Degeneration

Author : Cesare Lombroso (1835-1909)

Title : The Man of Genius (1891)

Keywords: criminal, criminal anthropology, degeneration, genius, craniometry, craniology, phrenology, measurements

Pages : Introduction | page 1 | page 2 | page 3

Introduction

This extract is from Lombroso’s The Man of Genius (1891). Passages of the book proved of great influence to Max Nordau’s work - Nordau dedicated Degeneration to Lombroso, his ‘dear and honoured master’ - as its author examines the apparent links between genius and forms of insanity or degeneracy. Decadent poetry he claims is the output of ‘a solitary, a nerve-sufferer, and almost a madman.’ From his panoramic view of the entirety of history, Lombroso can find only six instances of geniuses who were not insane or degenerate: Galileo, Da Vinci, Voltaire, Machiavelli, Michelangelo, and Darwin. Those whom he consigns to his imaginary asylum for manifesting degenerate symptoms - among which he includes precocity, instinctiveness, originality, longevity, uniformity, versatility, stylishness, and inspiration - include Horace, Aristotle, Plato, Spinoza, Mozart, Beethoven, Balzac, Blake, Milton, Pascal, Descartes, Newton, Socrates, Kant, Bacon, Shakespeare, Swift, Copernicus, Flaubert, Goethe, Dante, and most of the figures who are currently believed to have shaped the world we live in.

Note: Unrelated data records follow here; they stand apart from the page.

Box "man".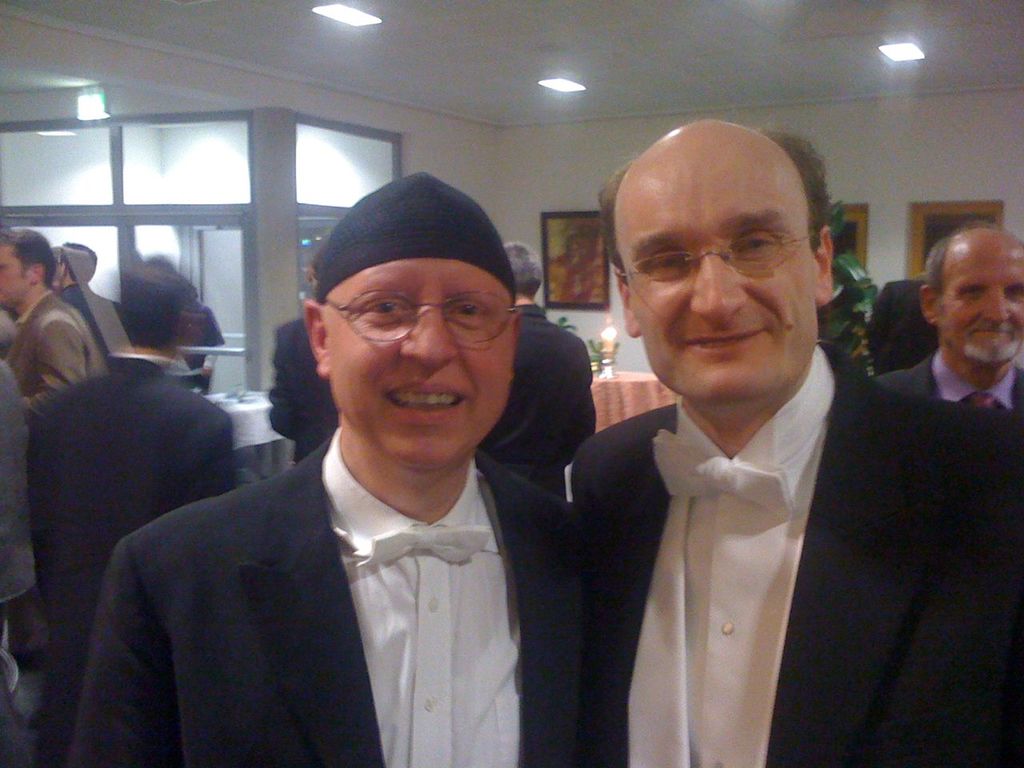
<box>0,229,108,415</box>.
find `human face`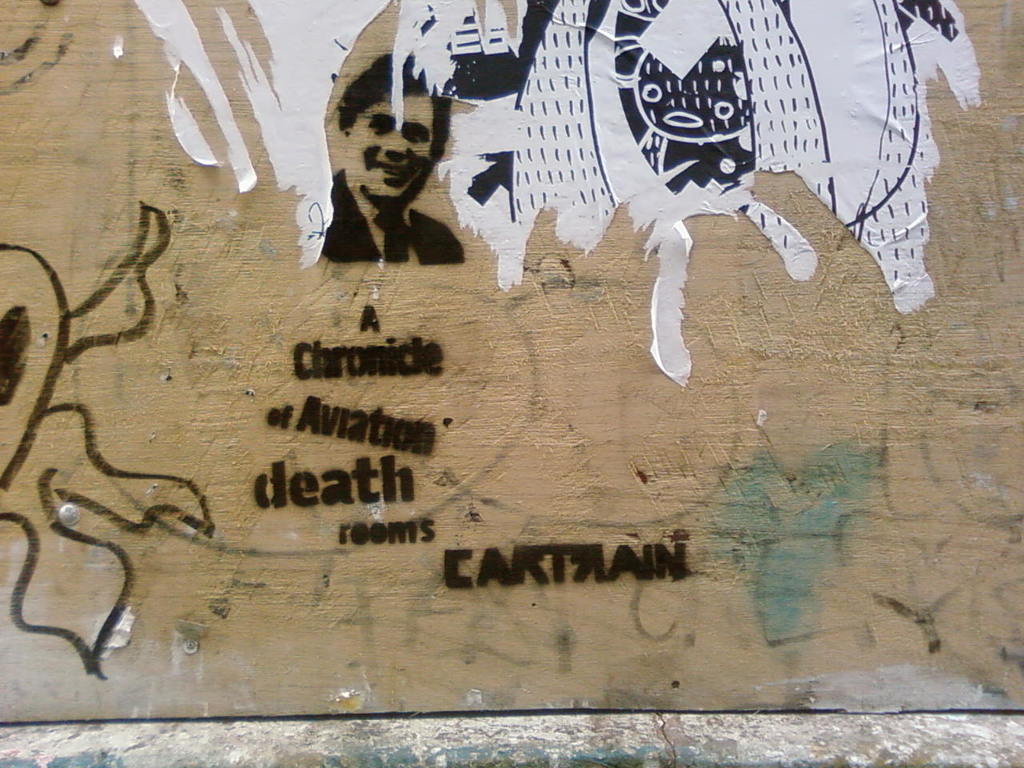
x1=345 y1=90 x2=434 y2=208
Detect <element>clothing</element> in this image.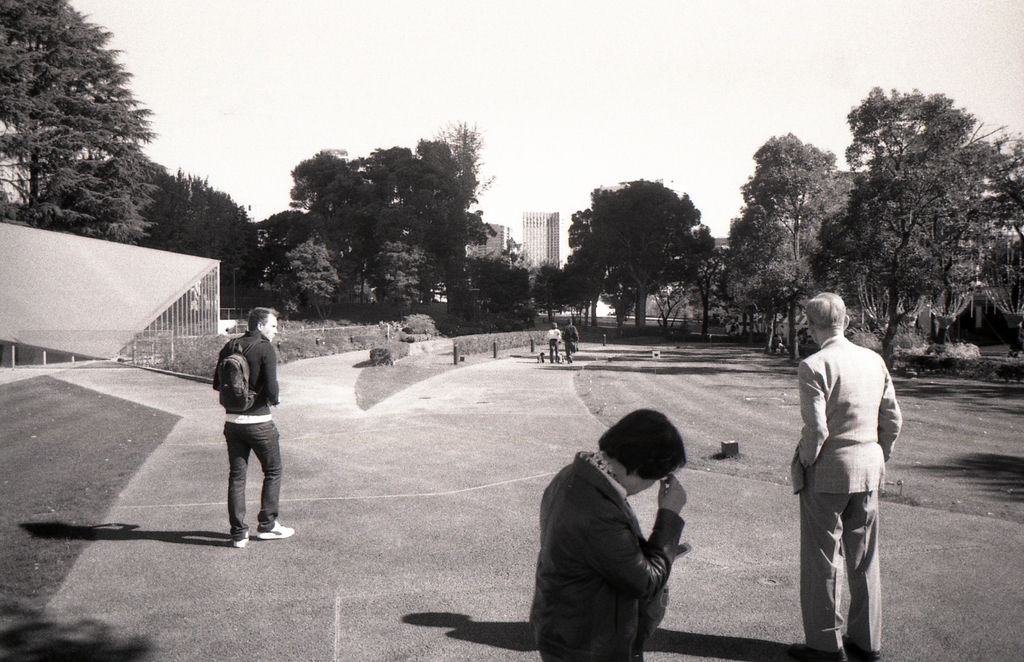
Detection: [left=563, top=324, right=580, bottom=360].
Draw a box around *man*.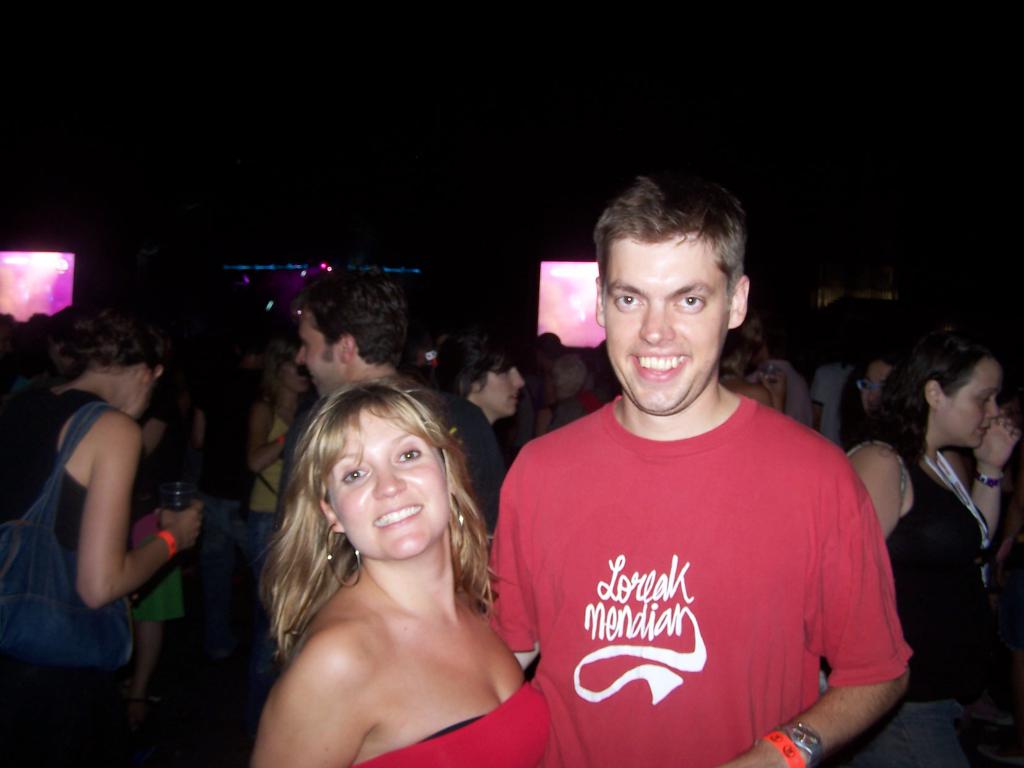
<box>291,270,503,538</box>.
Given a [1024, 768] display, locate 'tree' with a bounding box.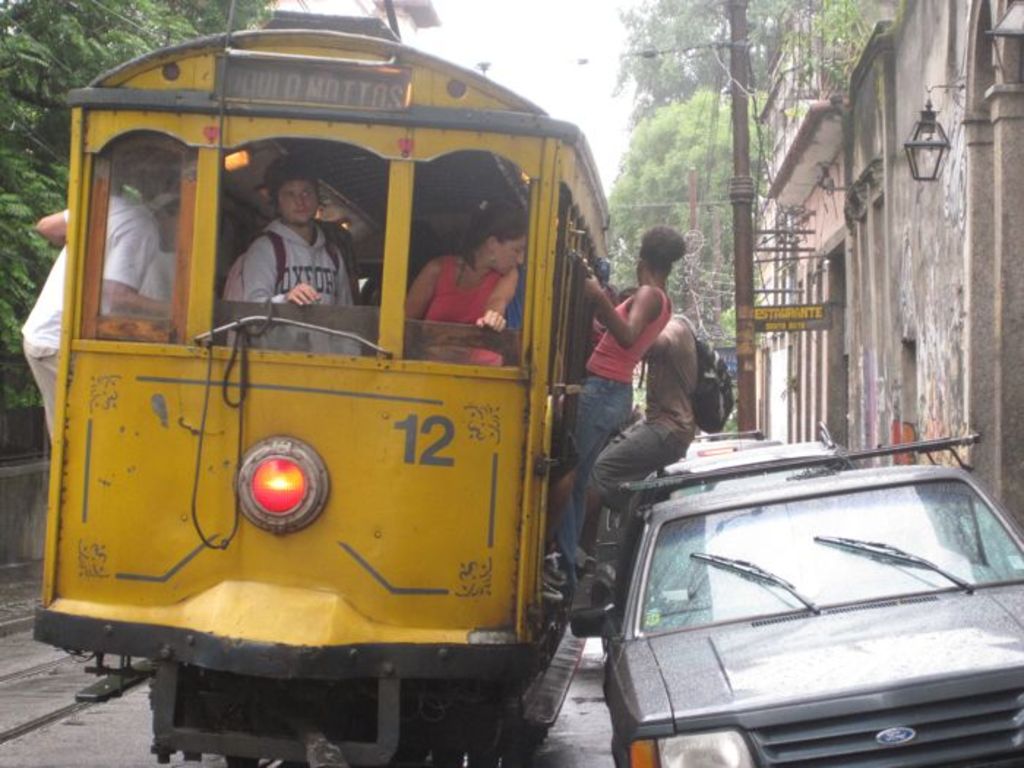
Located: 600 86 778 332.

Such a list sets the scene for this specific extract. Although Lombroso would go on to use subjective criticism, he also supported his theories with measurements - facial angles, cranial capacities, skull thickness, and other ‘abnormalities’ like ‘bony crest[s],’ and the amount of fluid in the brain. The theme which lies behind all the measurements and data is the visibility of degeneration, indeed, the simplification of the illusions of nature - the fantasy checklist that Lombroso provides. Like the vampires famously portrayed in Dracula (1897) (in which he himself is mentioned)- Lombroso’s degenerates’ outwardly apparent ‘stigmata’ and identifiableness tell the modern researcher much about the project of social exclusion about which Lombroso was so curious. For more see Pick (see Reading List).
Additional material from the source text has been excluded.